Document Type

Article

Publication Date

2008

Publication Title

International Journal of Retail & Distribution Management

Volume

36

Issue

10

Pages

831-855

Abstract

Purpose
– The purpose of this study is to examine the consumer socialization of preschool age children in a peer‐to‐peer context as they participate in dramatic play in a grocery store setting.
Design/methodology/approach
– This research employs a case study approach as outlined by Yin. A preschool located within a major metropolitan area in the Southeastern USA was selected for investigation. Located within each of the three classrooms was a grocery store learning center. This learning center provided children the opportunity to engage in dramatic play while enacting grocery shopping scripts. A total of 55 children between the ages of three‐ and six‐years old were observed over a six‐week period. Observations were recorded via field notes and transcribed into an electronic data file. Emergent themes were compared with theoretical propositions, fleshing out an overall interpretation and description of the case context.
Findings
– Findings indicate that even very young children (ages three to six years) are able to successfully adopt and utilize adult shopping scripts within the grocery store shopping context. The children followed a common sequence of behaviors that mimicked adult shopping patterns. Furthermore, the children demonstrated peer‐to‐peer consumer socialization strategies, directing each other on how to perform appropriate shopping scripts.
Originality/value
– This study differs from previous research in that the data reveal that preschool age children do in fact exhibit peer‐to‐peer influence while enacting shopping scripts. Although research has examined children as consumers, no researchers have used dramatic play to study young children in a grocery store setting. The rich content obtained from observing children in dramatic play in a grocery store learning center is unique to the marketing literature and provides a better understanding of the consumer socialization of young children.

Identifier

0959-0552

Comments

Author Posting. © Emerald Publishing Group 2008. This article is posted here by permission of Emerald Publishing for personal use, not for redistribution. The article was published in the International Journal of Retail & Distribution Management, 2008, https://doi.org/10.1108/09590550810901017

Creative Commons License

Creative Commons Attribution-Noncommercial-No Derivative Works 3.0 License
This work is licensed under a Creative Commons Attribution-Noncommercial-No Derivative Works 3.0 License.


WORK INSTRUCTION:
Search the data for the string "image", and report each line where it is found.

SUPPLIED MATERIAL:
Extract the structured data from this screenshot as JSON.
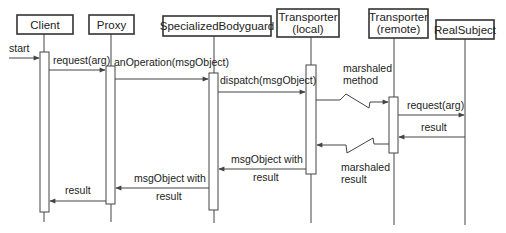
{
  "diagram": {
    "type": "sequence",
    "colors": {
      "line": "#444444",
      "text": "#222222",
      "background": "#ffffff",
      "box_fill": "#ffffff"
    },
    "participants": [
      {
        "id": "client",
        "label_lines": [
          "Client"
        ],
        "box": [
          17,
          15,
          56,
          19
        ],
        "lifeline_x": 44,
        "lifeline_end": 222
      },
      {
        "id": "proxy",
        "label_lines": [
          "Proxy"
        ],
        "box": [
          89,
          15,
          45,
          19
        ],
        "lifeline_x": 111,
        "lifeline_end": 222
      },
      {
        "id": "bodyguard",
        "label_lines": [
          "SpecializedBodyguard"
        ],
        "box": [
          163,
          16,
          108,
          20
        ],
        "lifeline_x": 214,
        "lifeline_end": 223
      },
      {
        "id": "transporter-local",
        "label_lines": [
          "Transporter",
          "(local)"
        ],
        "box": [
          277,
          9,
          62,
          28
        ],
        "lifeline_x": 311,
        "lifeline_end": 223
      },
      {
        "id": "transporter-remote",
        "label_lines": [
          "Transporter",
          "(remote)"
        ],
        "box": [
          369,
          9,
          59,
          29
        ],
        "lifeline_x": 394,
        "lifeline_end": 225
      },
      {
        "id": "realsubject",
        "label_lines": [
          "RealSubject"
        ],
        "box": [
          436,
          20,
          58,
          19
        ],
        "lifeline_x": 465,
        "lifeline_end": 225
      }
    ],
    "activations": [
      {
        "participant": "client",
        "x": 40,
        "y": 52,
        "w": 9,
        "h": 160
      },
      {
        "participant": "proxy",
        "x": 106,
        "y": 66,
        "w": 9,
        "h": 138
      },
      {
        "participant": "bodyguard",
        "x": 209,
        "y": 73,
        "w": 9,
        "h": 137
      },
      {
        "participant": "transporter-local",
        "x": 306,
        "y": 65,
        "w": 10,
        "h": 109
      },
      {
        "participant": "transporter-remote",
        "x": 389,
        "y": 97,
        "w": 9,
        "h": 56
      }
    ],
    "messages": [
      {
        "id": "start",
        "label_lines": [
          "start"
        ],
        "type": "call",
        "from_x": 9,
        "to_x": 39,
        "y": 58,
        "label_x": 9,
        "label_y": 52
      },
      {
        "id": "request-arg-1",
        "label_lines": [
          "request(arg)"
        ],
        "type": "call",
        "from_x": 49,
        "to_x": 105,
        "y": 70,
        "label_x": 53,
        "label_y": 64
      },
      {
        "id": "an-operation",
        "label_lines": [
          "anOperation(msgObject)"
        ],
        "type": "call",
        "from_x": 115,
        "to_x": 208,
        "y": 79,
        "label_x": 114,
        "label_y": 66
      },
      {
        "id": "dispatch",
        "label_lines": [
          "dispatch(msgObject)"
        ],
        "type": "call",
        "from_x": 218,
        "to_x": 305,
        "y": 92,
        "label_x": 220,
        "label_y": 84
      },
      {
        "id": "marshaled-method",
        "label_lines": [
          "marshaled",
          "method"
        ],
        "type": "network-call",
        "from_x": 316,
        "to_x": 388,
        "y": 100,
        "label_x": 343,
        "label_y": 72
      },
      {
        "id": "request-arg-2",
        "label_lines": [
          "request(arg)"
        ],
        "type": "call",
        "from_x": 398,
        "to_x": 464,
        "y": 115,
        "label_x": 407,
        "label_y": 109
      },
      {
        "id": "result-1",
        "label_lines": [
          "result"
        ],
        "type": "return",
        "from_x": 465,
        "to_x": 399,
        "y": 137,
        "label_x": 421,
        "label_y": 131
      },
      {
        "id": "marshaled-result",
        "label_lines": [
          "marshaled",
          "result"
        ],
        "type": "network-return",
        "from_x": 389,
        "to_x": 317,
        "y": 144,
        "label_x": 341,
        "label_y": 171
      },
      {
        "id": "msg-object-with-result-1",
        "label_lines": [
          "msgObject with",
          "result"
        ],
        "type": "return",
        "from_x": 306,
        "to_x": 219,
        "y": 169,
        "label_x": 231,
        "label_y": 163
      },
      {
        "id": "msg-object-with-result-2",
        "label_lines": [
          "msgObject with",
          "result"
        ],
        "type": "return",
        "from_x": 209,
        "to_x": 116,
        "y": 188,
        "label_x": 134,
        "label_y": 182
      },
      {
        "id": "result-2",
        "label_lines": [
          "result"
        ],
        "type": "return",
        "from_x": 106,
        "to_x": 50,
        "y": 201,
        "label_x": 65,
        "label_y": 194
      }
    ]
  }
}
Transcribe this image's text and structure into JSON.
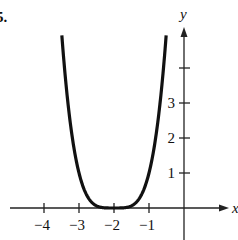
{
  "problem_label": "5.",
  "chart_data": {
    "type": "line",
    "title": "",
    "function": "y = (x + 2)^4",
    "xlabel": "x",
    "ylabel": "y",
    "xlim": [
      -4.5,
      1.3
    ],
    "ylim": [
      -0.6,
      5.5
    ],
    "x_ticks": [
      -4,
      -3,
      -2,
      -1
    ],
    "x_tick_labels": [
      "−4",
      "−3",
      "−2",
      "−1"
    ],
    "y_ticks": [
      1,
      2,
      3,
      4
    ],
    "y_tick_labels": [
      "1",
      "2",
      "3",
      ""
    ],
    "grid": false,
    "legend": null,
    "series": [
      {
        "name": "curve",
        "x": [
          -3.49,
          -3.25,
          -3.0,
          -2.75,
          -2.5,
          -2.25,
          -2.0,
          -1.75,
          -1.5,
          -1.25,
          -1.0,
          -0.75,
          -0.51
        ],
        "y": [
          4.93,
          2.44,
          1.0,
          0.32,
          0.06,
          0.004,
          0.0,
          0.004,
          0.06,
          0.32,
          1.0,
          2.44,
          4.93
        ]
      }
    ],
    "colors": {
      "curve": "#111111",
      "axes": "#222222"
    }
  }
}
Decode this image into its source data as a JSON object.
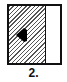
{
  "figure": {
    "label": "2.",
    "panel": {
      "hatched_region": "left",
      "hatched_fraction": 0.65,
      "arrow_direction": "left",
      "colors": {
        "border": "#111111",
        "hatch": "#555555",
        "background": "#ffffff"
      }
    }
  }
}
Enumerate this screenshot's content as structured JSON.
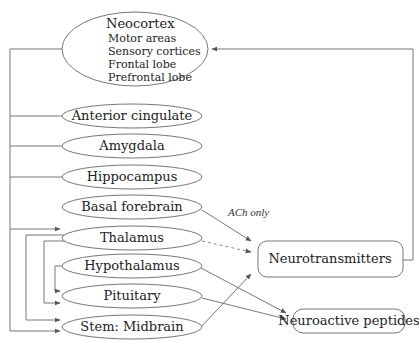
{
  "diagram": {
    "neocortex": {
      "title": "Neocortex",
      "items": [
        "Motor areas",
        "Sensory cortices",
        "Frontal lobe",
        "Prefrontal lobe"
      ]
    },
    "nodes": {
      "anterior_cingulate": "Anterior cingulate",
      "amygdala": "Amygdala",
      "hippocampus": "Hippocampus",
      "basal_forebrain": "Basal forebrain",
      "thalamus": "Thalamus",
      "hypothalamus": "Hypothalamus",
      "pituitary": "Pituitary",
      "stem_midbrain": "Stem: Midbrain"
    },
    "outputs": {
      "neurotransmitters": "Neurotransmitters",
      "neuroactive_peptides": "Neuroactive peptides"
    },
    "annotations": {
      "ach_only": "ACh only"
    },
    "colors": {
      "stroke": "#777777",
      "text": "#222222",
      "background": "#ffffff"
    }
  }
}
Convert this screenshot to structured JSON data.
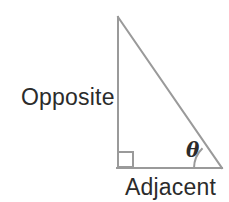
{
  "diagram": {
    "type": "right-triangle-trigonometry",
    "background_color": "#ffffff",
    "stroke_color": "#9a9a9a",
    "text_color": "#2b2b2b",
    "labels": {
      "opposite": "Opposite",
      "adjacent": "Adjacent",
      "angle": "θ"
    },
    "geometry": {
      "apex": {
        "x": 118,
        "y": 17
      },
      "right_angle_vertex": {
        "x": 118,
        "y": 168
      },
      "theta_vertex": {
        "x": 222,
        "y": 168
      },
      "vertical_leg_label": "Opposite",
      "horizontal_leg_label": "Adjacent",
      "right_angle_marker_size": 15,
      "angle_arc_radius": 28
    }
  }
}
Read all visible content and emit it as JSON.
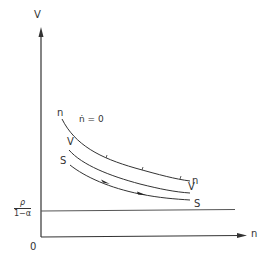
{
  "diagram": {
    "axes": {
      "y_label": "V",
      "x_label": "n",
      "origin_label": "0"
    },
    "threshold": {
      "numerator": "ρ",
      "denominator": "1−α"
    },
    "curves": [
      {
        "name": "n",
        "start_label": "n",
        "end_label": "n",
        "annotation": "ṅ = 0"
      },
      {
        "name": "V",
        "start_label": "V",
        "end_label": "V"
      },
      {
        "name": "S",
        "start_label": "S",
        "end_label": "S",
        "direction_arrows": 2
      }
    ],
    "colors": {
      "line": "#333333",
      "background": "#ffffff"
    }
  }
}
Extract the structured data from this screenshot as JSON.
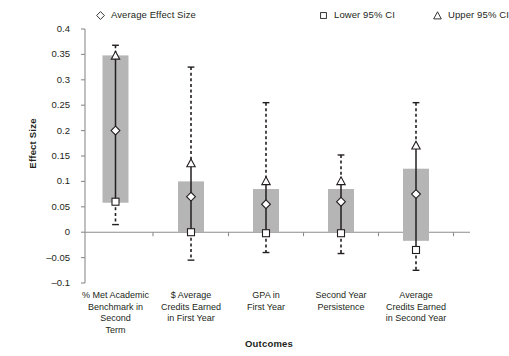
{
  "chart_data": {
    "type": "bar",
    "title": "",
    "subtitle": "",
    "xlabel": "Outcomes",
    "ylabel": "Effect Size",
    "ylim": [
      -0.1,
      0.4
    ],
    "ytick_values": [
      0.4,
      0.35,
      0.3,
      0.25,
      0.2,
      0.15,
      0.1,
      0.05,
      0,
      -0.05,
      -0.1
    ],
    "ytick_labels": [
      "0.4",
      "0.35",
      "0.3",
      "0.25",
      "0.2",
      "0.15",
      "0.1",
      "0.05",
      "0",
      "–0.05",
      "–0.1"
    ],
    "grid": false,
    "legend_position": "top",
    "legend": [
      {
        "label": "Average Effect Size",
        "marker": "diamond"
      },
      {
        "label": "Lower 95% CI",
        "marker": "square"
      },
      {
        "label": "Upper 95% CI",
        "marker": "triangle"
      }
    ],
    "categories": [
      "% Met Academic Benchmark in Second Term",
      "$ Average Credits Earned in First Year",
      "GPA in First Year",
      "Second Year Persistence",
      "Average Credits Earned in Second Year"
    ],
    "category_lines": [
      [
        "% Met Academic",
        "Benchmark in",
        "Second",
        "Term"
      ],
      [
        "$ Average",
        "Credits Earned",
        "in First Year"
      ],
      [
        "GPA in",
        "First Year"
      ],
      [
        "Second Year",
        "Persistence"
      ],
      [
        "Average",
        "Credits Earned",
        "in Second Year"
      ]
    ],
    "bar_color": "#b5b5b5",
    "marker_color": "#ffffff",
    "line_color": "#231f20",
    "series": [
      {
        "name": "Average Effect Size",
        "values": [
          0.2,
          0.07,
          0.055,
          0.06,
          0.075
        ]
      },
      {
        "name": "Lower 95% CI",
        "values": [
          0.06,
          0.0,
          -0.002,
          -0.002,
          -0.035
        ]
      },
      {
        "name": "Upper 95% CI",
        "values": [
          0.347,
          0.135,
          0.1,
          0.1,
          0.17
        ]
      }
    ],
    "bars": [
      {
        "bottom": 0.058,
        "top": 0.348
      },
      {
        "bottom": 0.0,
        "top": 0.1
      },
      {
        "bottom": 0.0,
        "top": 0.085
      },
      {
        "bottom": 0.0,
        "top": 0.085
      },
      {
        "bottom": -0.017,
        "top": 0.125
      }
    ],
    "whiskers": [
      {
        "upper": 0.368,
        "lower": 0.015
      },
      {
        "upper": 0.325,
        "lower": -0.055
      },
      {
        "upper": 0.255,
        "lower": -0.04
      },
      {
        "upper": 0.152,
        "lower": -0.042
      },
      {
        "upper": 0.255,
        "lower": -0.075
      }
    ]
  }
}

TASK OUTPUT:
Transcribe this image's text and structure into JSON.
Decode this image into its source data as a JSON object.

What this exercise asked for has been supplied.